David Cameron's Flashman routine each week at Prime Minister's Questions is the only thing even more embarrassing than the Whipped-up braying noises behind him from people who all come from such restricted social circles that they assume both types of behaviour to be perfectly normal and acceptable.
Both on Google and on Yemen, Jeremy Corbyn wiped the floor, as always, with the ranting, puce-faced boor, whom the population at large believes to have had sex with a dead pig.
But William Hague used to beat Tony Blair around the houses at PMQs, and a fat lot of good it ever did him.
Still, Cameron seemed genuinely hurt that the reaction to the mates' rates deal with Google was anything other than wild and universal applause.
These misjudgements are becoming increasingly common.
Cameron seems determined to keep mentioning the Falkland Islands, despite the national shrug of the shoulders on the whole subject. There has been the same attitude to Northern Ireland for decades.
Similar indifference greeted the Litvinenko Report, laced with a heavy dose of an active disbelief that was based on a refusal to credit one word that came out of the intelligence services. On anything. Ever. Watch out for that one in future. The Iraq War casts a very long shadow.
Half the electorate now agrees with Corbyn on Trident, on which there was no debate until he entered the Labour Leadership Election. The Commons vote on it is having to be rushed through before the country turns conclusively against the whole thing, as becomes more and more likely with each day that the matter is at last allowed to be discussed.
There is no suggestion that there is ever going to be a Commons vote on foxhunting, any relaxation of the ban on which would now be massively unpopular even among Conservative supporters, with an overall national figure of a whopping 85 per cent support for at least the current law.
And even the totemic Bedroom Tax now looks likely to go the way of the child tax credit cuts and the court fees, both of which were likewise proclaimed to be absolutely essential until the moment that they ceased to be so proclaimed.
In the meantime, the poor saps that the Government is putting up to defend the wretched thing are being required to say "spare room subsidy", as once their predecessors were required to say "Community Charge".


The problem: Bring together all lines from the listing below that contain the string "arrow".

Dataset extract:

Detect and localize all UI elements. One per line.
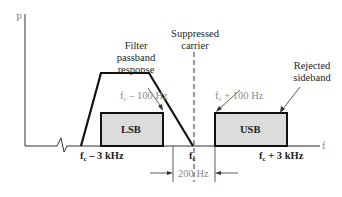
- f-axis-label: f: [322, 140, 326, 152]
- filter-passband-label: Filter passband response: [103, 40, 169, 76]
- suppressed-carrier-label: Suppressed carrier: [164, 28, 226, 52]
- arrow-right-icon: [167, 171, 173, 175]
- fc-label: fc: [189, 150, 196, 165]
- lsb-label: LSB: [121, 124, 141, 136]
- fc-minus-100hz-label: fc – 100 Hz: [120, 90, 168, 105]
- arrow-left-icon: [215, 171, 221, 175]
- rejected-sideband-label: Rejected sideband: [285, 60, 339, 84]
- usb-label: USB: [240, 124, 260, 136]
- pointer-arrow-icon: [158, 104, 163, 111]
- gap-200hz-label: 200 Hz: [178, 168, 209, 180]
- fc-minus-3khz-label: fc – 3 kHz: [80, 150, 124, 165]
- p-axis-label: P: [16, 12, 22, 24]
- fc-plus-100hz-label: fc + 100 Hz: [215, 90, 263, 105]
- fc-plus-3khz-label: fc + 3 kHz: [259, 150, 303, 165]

Finished task:
- arrow-right-icon: [167, 171, 173, 175]
- arrow-left-icon: [215, 171, 221, 175]
- pointer-arrow-icon: [158, 104, 163, 111]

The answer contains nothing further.